Stored items:
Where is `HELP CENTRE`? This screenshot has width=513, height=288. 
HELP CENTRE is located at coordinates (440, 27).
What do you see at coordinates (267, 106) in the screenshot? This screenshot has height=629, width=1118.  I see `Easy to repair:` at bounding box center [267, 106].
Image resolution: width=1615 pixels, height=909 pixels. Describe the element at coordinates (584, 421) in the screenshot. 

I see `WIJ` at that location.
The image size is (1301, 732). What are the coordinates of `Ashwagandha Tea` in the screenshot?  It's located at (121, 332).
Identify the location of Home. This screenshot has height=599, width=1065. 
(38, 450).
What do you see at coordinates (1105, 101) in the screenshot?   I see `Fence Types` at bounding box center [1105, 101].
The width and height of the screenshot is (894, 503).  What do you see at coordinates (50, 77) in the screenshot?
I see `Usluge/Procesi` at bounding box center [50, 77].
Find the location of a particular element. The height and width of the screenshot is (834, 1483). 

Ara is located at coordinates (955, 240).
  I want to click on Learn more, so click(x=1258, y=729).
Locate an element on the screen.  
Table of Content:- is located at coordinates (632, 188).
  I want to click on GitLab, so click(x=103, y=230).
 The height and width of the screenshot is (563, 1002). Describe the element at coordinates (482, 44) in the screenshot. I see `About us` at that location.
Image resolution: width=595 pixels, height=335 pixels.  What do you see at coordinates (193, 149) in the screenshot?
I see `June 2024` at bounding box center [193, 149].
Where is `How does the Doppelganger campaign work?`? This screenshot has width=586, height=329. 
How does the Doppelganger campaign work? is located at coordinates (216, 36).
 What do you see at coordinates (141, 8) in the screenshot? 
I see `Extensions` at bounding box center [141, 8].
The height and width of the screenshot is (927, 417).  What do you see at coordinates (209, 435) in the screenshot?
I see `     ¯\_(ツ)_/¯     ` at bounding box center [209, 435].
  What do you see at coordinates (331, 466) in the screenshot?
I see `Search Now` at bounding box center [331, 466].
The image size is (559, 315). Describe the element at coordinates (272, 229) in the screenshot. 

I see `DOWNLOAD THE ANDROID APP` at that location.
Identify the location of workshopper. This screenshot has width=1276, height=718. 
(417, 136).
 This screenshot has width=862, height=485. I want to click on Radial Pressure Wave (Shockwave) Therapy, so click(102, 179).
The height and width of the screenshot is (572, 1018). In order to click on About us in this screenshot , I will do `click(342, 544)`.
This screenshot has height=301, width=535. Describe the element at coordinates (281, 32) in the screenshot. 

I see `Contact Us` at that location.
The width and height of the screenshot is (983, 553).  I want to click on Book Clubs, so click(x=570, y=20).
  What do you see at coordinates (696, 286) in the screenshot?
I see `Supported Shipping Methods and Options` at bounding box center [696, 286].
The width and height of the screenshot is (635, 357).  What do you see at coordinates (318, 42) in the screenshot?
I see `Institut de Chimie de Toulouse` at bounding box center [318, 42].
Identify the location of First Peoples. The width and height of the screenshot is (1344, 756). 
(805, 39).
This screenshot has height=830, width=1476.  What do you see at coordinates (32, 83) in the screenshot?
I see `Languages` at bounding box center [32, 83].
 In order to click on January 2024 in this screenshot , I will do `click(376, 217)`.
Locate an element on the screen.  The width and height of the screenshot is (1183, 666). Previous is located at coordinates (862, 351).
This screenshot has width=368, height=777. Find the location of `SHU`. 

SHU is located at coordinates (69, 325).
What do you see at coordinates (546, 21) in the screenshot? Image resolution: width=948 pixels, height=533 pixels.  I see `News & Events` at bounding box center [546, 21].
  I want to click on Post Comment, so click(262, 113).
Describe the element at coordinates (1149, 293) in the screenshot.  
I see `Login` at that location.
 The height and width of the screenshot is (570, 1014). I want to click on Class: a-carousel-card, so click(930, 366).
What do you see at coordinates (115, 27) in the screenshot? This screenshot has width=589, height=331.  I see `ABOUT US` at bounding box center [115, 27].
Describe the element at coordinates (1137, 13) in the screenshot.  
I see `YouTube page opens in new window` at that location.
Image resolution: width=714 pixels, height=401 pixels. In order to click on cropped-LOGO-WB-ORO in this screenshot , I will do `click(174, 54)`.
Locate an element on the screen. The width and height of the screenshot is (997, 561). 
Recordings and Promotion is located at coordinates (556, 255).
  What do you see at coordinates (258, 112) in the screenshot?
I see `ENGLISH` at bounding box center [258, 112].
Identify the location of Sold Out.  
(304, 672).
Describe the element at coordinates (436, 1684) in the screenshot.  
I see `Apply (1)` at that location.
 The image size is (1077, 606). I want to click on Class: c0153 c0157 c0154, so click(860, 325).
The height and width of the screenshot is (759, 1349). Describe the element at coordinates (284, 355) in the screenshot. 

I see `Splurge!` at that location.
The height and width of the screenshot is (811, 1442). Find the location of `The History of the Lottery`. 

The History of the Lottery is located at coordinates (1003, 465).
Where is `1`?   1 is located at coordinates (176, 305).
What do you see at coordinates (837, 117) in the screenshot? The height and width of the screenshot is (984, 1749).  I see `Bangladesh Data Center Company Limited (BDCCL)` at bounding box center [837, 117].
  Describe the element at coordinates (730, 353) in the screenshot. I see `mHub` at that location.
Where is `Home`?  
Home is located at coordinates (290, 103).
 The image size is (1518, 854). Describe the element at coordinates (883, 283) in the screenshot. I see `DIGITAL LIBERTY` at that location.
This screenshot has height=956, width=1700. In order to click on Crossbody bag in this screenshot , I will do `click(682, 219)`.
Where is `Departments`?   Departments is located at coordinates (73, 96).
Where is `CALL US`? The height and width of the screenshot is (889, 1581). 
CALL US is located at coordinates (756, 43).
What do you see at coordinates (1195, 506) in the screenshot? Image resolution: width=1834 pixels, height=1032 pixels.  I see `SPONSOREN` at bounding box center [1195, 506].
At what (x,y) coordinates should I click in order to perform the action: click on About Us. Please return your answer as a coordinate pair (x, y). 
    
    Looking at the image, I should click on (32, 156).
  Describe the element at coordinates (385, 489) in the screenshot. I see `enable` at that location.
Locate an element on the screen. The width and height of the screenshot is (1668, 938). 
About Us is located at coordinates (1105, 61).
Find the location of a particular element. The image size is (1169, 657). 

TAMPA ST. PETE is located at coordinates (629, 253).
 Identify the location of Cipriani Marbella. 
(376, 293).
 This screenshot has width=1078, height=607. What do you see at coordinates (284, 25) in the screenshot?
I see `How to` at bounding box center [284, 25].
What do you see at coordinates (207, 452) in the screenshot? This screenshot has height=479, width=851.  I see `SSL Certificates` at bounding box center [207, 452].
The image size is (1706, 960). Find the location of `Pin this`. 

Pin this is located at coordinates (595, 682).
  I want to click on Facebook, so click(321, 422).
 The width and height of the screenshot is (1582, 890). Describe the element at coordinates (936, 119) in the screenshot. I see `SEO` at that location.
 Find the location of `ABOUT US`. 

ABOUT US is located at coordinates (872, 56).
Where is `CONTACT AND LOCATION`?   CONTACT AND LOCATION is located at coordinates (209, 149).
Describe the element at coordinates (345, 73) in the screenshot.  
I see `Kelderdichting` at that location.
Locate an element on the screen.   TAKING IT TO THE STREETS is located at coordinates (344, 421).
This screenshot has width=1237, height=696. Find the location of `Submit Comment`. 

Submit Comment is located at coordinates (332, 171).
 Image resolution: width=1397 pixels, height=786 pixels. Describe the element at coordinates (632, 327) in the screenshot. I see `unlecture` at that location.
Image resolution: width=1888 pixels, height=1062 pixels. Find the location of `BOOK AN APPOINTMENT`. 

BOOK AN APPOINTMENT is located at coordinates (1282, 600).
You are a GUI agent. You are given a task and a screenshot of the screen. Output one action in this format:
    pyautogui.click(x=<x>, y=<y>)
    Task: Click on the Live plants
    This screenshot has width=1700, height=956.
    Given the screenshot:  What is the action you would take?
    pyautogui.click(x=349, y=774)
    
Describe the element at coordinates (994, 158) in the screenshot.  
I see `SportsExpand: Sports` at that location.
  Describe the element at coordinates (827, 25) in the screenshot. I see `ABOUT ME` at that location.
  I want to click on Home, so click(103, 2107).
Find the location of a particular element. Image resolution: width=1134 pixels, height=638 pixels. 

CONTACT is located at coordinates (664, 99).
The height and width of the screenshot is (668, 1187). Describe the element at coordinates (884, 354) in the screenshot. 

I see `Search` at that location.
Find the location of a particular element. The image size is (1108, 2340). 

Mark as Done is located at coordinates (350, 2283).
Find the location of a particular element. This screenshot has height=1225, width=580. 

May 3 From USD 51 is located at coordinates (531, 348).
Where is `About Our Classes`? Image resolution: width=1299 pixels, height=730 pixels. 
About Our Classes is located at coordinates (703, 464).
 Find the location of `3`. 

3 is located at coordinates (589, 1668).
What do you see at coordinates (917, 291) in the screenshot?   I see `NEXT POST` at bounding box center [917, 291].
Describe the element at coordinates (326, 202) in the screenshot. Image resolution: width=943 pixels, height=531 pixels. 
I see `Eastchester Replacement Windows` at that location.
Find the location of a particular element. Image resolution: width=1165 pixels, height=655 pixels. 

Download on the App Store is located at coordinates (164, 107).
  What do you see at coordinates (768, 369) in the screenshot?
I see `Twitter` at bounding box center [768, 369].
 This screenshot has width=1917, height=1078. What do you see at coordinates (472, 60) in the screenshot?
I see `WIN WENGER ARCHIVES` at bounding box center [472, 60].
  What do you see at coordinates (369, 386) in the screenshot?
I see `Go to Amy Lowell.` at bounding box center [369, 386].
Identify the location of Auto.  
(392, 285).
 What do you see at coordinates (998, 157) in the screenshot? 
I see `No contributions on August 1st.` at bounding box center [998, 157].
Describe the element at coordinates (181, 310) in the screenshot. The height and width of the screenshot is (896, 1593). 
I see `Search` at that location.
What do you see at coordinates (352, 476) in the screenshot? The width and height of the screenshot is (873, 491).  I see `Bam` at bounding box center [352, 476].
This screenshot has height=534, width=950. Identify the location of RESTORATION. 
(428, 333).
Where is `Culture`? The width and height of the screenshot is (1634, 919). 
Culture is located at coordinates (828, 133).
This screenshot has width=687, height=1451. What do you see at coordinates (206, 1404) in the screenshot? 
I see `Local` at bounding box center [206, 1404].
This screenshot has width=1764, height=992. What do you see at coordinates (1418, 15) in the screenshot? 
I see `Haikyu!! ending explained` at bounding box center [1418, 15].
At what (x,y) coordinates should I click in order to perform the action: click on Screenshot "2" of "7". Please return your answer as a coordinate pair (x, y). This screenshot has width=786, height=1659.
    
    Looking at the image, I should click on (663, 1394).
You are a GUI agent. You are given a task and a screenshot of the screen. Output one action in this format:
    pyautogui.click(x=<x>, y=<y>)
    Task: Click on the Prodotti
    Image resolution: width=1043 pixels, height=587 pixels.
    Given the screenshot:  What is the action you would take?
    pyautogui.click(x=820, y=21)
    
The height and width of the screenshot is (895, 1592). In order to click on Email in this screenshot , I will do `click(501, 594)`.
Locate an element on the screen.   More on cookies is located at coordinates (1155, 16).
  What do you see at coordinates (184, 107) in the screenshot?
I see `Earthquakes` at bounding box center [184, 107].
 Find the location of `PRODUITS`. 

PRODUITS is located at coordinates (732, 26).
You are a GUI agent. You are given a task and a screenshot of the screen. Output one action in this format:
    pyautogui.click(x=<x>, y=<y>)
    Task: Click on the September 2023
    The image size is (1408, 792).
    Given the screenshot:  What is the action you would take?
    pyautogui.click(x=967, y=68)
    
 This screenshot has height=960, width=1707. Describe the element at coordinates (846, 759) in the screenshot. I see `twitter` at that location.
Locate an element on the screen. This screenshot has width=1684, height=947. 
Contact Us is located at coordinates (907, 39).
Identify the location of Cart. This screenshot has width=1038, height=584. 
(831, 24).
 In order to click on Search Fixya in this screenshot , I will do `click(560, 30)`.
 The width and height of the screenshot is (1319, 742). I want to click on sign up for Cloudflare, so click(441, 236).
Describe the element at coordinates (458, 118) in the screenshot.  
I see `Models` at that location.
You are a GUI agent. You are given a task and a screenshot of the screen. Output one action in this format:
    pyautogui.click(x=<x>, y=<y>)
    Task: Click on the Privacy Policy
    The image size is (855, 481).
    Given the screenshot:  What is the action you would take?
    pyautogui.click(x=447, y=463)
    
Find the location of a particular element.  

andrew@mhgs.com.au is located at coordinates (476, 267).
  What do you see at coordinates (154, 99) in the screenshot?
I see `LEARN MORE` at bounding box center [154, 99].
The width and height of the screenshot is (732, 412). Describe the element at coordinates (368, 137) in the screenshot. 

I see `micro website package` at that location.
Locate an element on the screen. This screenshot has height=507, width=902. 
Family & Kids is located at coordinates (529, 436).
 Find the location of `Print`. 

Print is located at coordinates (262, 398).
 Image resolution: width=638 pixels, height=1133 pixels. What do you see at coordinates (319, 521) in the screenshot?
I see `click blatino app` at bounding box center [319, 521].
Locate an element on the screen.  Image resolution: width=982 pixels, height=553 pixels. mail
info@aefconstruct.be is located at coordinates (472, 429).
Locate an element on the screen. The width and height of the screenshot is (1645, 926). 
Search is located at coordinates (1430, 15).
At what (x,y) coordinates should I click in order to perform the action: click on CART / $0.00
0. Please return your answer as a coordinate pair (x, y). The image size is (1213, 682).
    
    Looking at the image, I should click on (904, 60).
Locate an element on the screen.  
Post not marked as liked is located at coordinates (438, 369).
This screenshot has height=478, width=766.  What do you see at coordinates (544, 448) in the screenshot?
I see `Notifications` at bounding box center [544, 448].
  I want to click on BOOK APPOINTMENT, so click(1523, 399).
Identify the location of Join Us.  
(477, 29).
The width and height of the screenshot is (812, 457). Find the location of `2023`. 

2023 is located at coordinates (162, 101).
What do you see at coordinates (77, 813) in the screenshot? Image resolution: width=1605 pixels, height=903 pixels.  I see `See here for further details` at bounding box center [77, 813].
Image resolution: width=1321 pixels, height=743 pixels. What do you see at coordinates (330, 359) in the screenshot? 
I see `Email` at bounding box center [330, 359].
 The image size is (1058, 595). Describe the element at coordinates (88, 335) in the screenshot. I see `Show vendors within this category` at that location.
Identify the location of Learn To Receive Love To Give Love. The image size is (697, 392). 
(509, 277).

EXERCISE AIM:
Take the entries above and return only the lines from the one with "is (889, 1581)." to the one with "What do you see at coordinates (207, 452)", both included, unchanged.

RESULT:
Where is `CALL US`? The height and width of the screenshot is (889, 1581). 
CALL US is located at coordinates (756, 43).
What do you see at coordinates (1195, 506) in the screenshot? Image resolution: width=1834 pixels, height=1032 pixels.  I see `SPONSOREN` at bounding box center [1195, 506].
At what (x,y) coordinates should I click in order to perform the action: click on About Us. Please return your answer as a coordinate pair (x, y). 
    
    Looking at the image, I should click on (32, 156).
  Describe the element at coordinates (385, 489) in the screenshot. I see `enable` at that location.
Locate an element on the screen. The width and height of the screenshot is (1668, 938). 
About Us is located at coordinates (1105, 61).
Find the location of a particular element. The image size is (1169, 657). 

TAMPA ST. PETE is located at coordinates (629, 253).
 Identify the location of Cipriani Marbella. 
(376, 293).
 This screenshot has width=1078, height=607. What do you see at coordinates (284, 25) in the screenshot?
I see `How to` at bounding box center [284, 25].
What do you see at coordinates (207, 452) in the screenshot? This screenshot has height=479, width=851.  I see `SSL Certificates` at bounding box center [207, 452].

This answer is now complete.